Leap in Quantum Physics Made Prof. Yunfei Pu and Prof. Luming Duan’s Group

Technology / Press Release February 13, 2025

The research group led by Prof. Yunfei Pu and Prof. Luming Duan from Tsinghua’s Institute for Interdisciplinary Information Sciences has recently achieved multiplexing-enhanced generation of heralded atom-photon quantum entanglement over a 12 km fiber with a cold atom quantum repeater node. This work breaks several world records for metropolitan-scale (>10 km) quantum network, including: 1. The distribution rate of heralded atom-photon quantum entanglement over metropolitan distance (1.95 kHz); 2. The ratio of atom-photon entanglement generation rate to the quantum memory decoherence rate for metropolitan-scale fiber (also known as “link efficiency", reaching 0.46 in this work); 3. The enhancement factor of entangling rate through multiplexing (280 modes, 140-fold enhancement). The findings were published in Nature Communications, with the title "Fast delivery of heralded atom-photon quantum correlation over 12 km fiber through multiplexing enhancement."

Quantum networks and quantum repeaters are among the most promising approaches for implementing large-scale quantum computing, intercontinental quantum communication, global quantum internet, and ultra-high-precision quantum metrology in the future. The challenge in scaling up a quantum network lies in the rate for distributing heralded entanglement through photon interference between remote network nodes should be faster than the decoherence rate of each quantum network node (the ratio of these two rates is also known as “link efficiency"). With link efficiency larger than unity, quantum networks can be scaled up through entanglement swapping and multiple pairs (two or more) of remote quantum entanglements can be exploited for applications. Therefore, a link efficiency larger than 1 is a threshold for scaling up a quantum network. Currently, achieving a link efficiency greater than 1 is only possible in laboratory-scale quantum networks (with fiber lengths of approximately 10 meters). For metropolitan-scale quantum networks (fiber lengths greater than 10 km), the long time required for a single entangling attempt (on the order of hundreds of microseconds) due to the travel time of light in long fibers greatly limits the success rate of long-distance entanglement generation. As a result, the link efficiency for remote entanglement generation in a metropolitan-scale quantum networks is still less than 0.01 in any physical platform to date.

In this work, the research group led by Prof. Yunfei Pu and Prof. Luming Duan exploits time-bin multiplexing of totally 280 DLCZ quantum memory modes (70 independently addressable memory cells and 4 different angular modes) to fully fill the 12 km fiber. With this protocol, the time required for a single entanglement attempt was reduced from 120 microseconds to 850 nanoseconds, which increases the attempting rate by 140 times and enables fast distribution of remote atom-photon quantum correlation. The link efficiency reaches the world's best of 0.46. This also marks the first time that the link efficiency of metropolitan-scale quantum networks can reach the order of magnitude of unity. Notably, if two such quantum repeater nodes are entangled via single-photon interference in the future, the link efficiency can reach 0.92, potentially reaching the scaling threshold for metropolitan quantum networks and making future multi-node (more than 2) quantum network possible.

Additionally, via feedback on the arrival time of the heralding signals, this work can identity the corresponding memory cell and angular mode which has been excited, and perform readout operations on the entangled memory mode on demand. This ability for addressing and on-demand readout is an essential requirement for future quantum repeaters, but was rarely achieved in previous experiments due to the difficulty in the realization.

The co-first authors of this paper are IIIS postdoc Sheng Zhang , associate researcher at Peking University, and IIIS PhD student Jixuan Shi. The corresponding authors are IIIS Professor Luming Duan and IIIS Assistant Professor Yunfei Pu. Other co-authors include IIIS undergraduate student Yibo Liang, IIIS PhD student Yuedong Sun, and IIIS Assistant Professor Yukai Wu.

This work was supported by Science and Technology Innovation 2030, Tsinghua University Initiative Scientific Research Program, the Ministry of Education of China, Tsinghua University Dushi program, the start-up fund from Tsinghua University, and National Key Research and Development Program of China.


Activity >>
Although the data below holds other lines too, output only those from the line with "This screenshot has height=381, width=775." up to and including the line with "In order to", exactly as they appear.

Information given >>
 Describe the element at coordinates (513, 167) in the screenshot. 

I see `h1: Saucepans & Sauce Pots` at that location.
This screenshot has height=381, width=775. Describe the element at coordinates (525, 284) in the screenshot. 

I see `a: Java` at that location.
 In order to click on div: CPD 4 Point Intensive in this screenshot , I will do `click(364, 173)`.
* * *
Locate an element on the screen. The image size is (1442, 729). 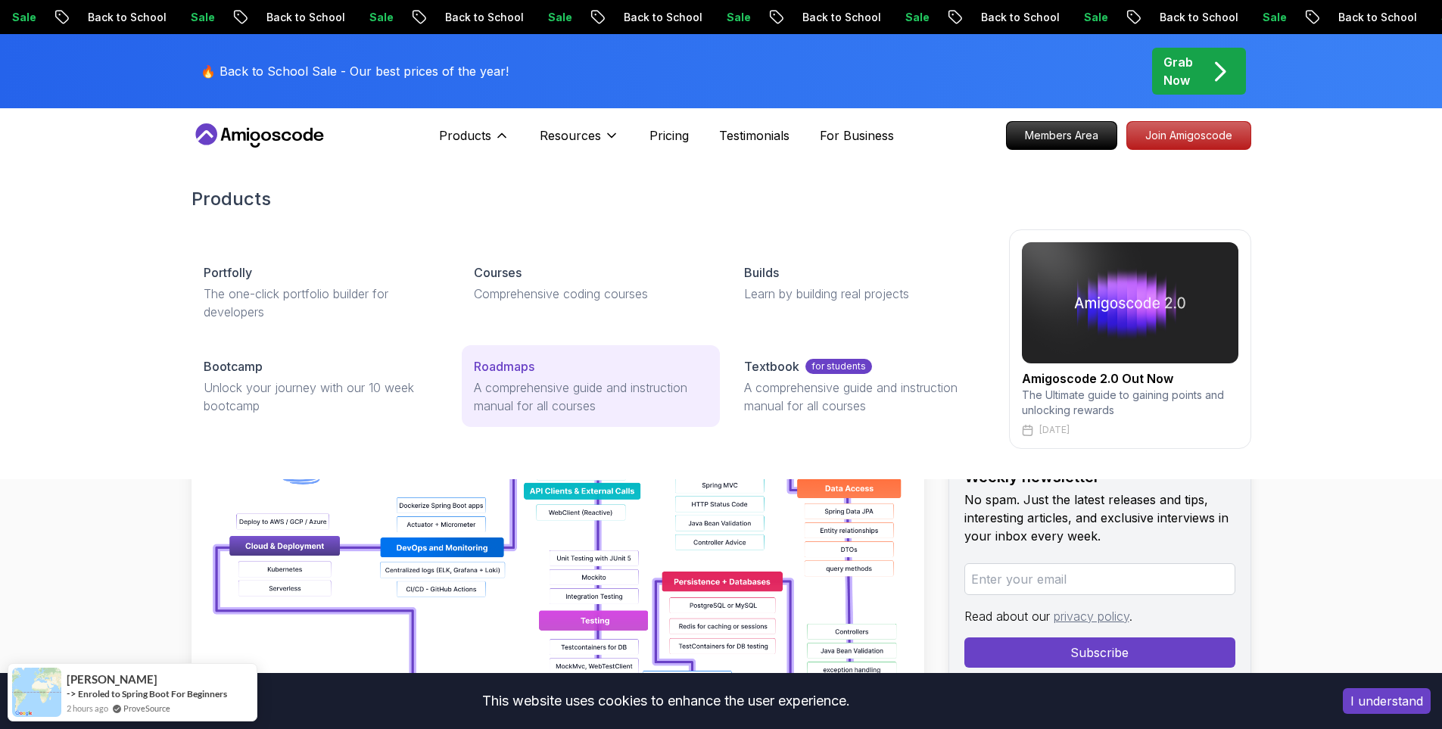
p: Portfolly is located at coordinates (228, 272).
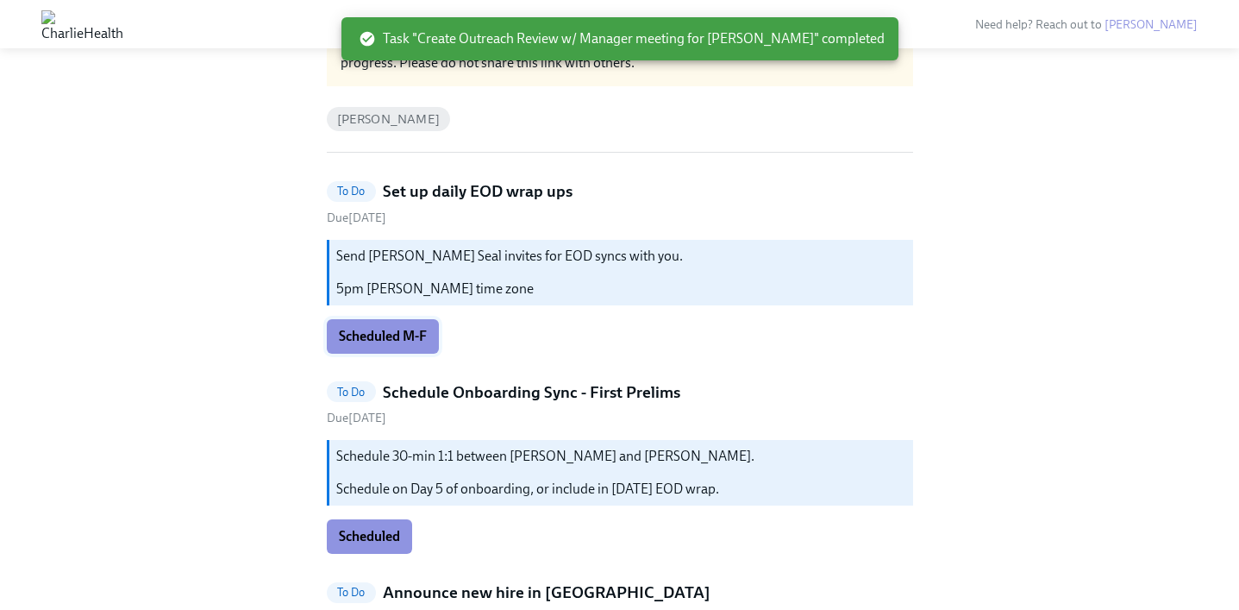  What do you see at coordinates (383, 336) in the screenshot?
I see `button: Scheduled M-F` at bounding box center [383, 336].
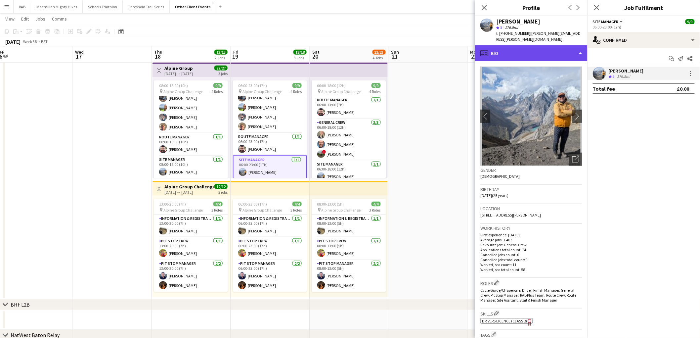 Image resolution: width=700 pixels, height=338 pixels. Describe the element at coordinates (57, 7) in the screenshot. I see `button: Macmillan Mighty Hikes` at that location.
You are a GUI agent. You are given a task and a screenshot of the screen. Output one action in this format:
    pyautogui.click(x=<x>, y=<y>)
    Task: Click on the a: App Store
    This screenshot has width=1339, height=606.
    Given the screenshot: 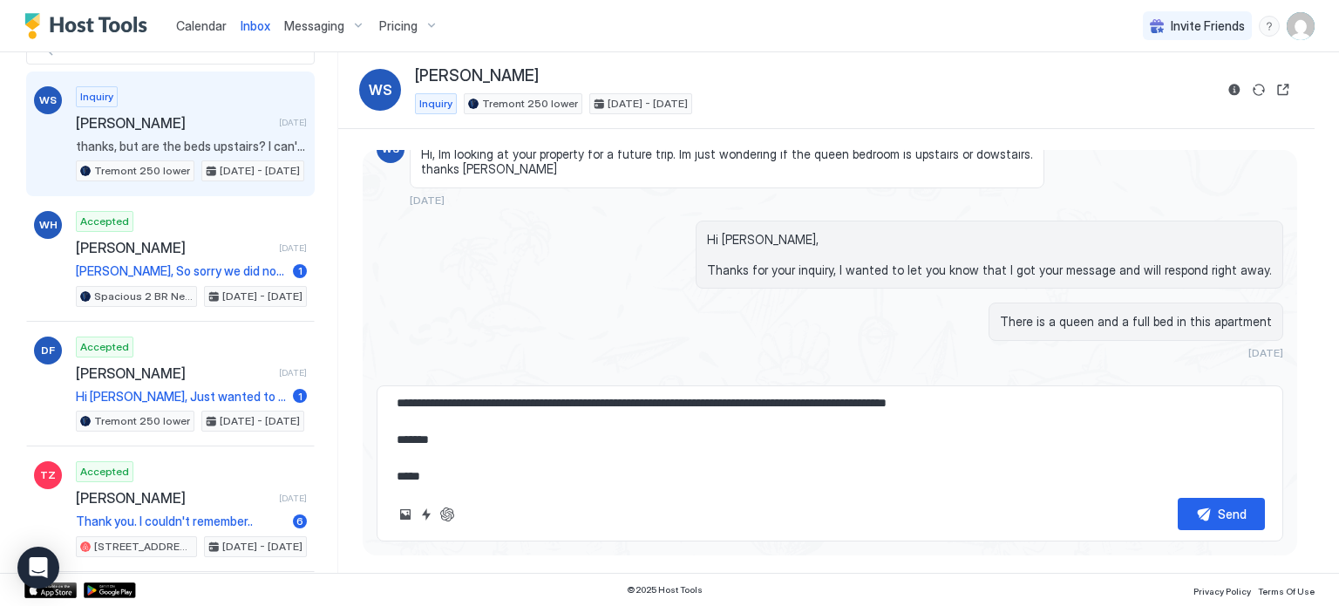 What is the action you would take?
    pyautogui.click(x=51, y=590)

Written reply >>
This screenshot has height=381, width=775. Describe the element at coordinates (525, 284) in the screenshot. 

I see `a: Java` at that location.
 In order to click on div: CPD 4 Point Intensive in this screenshot , I will do `click(364, 173)`.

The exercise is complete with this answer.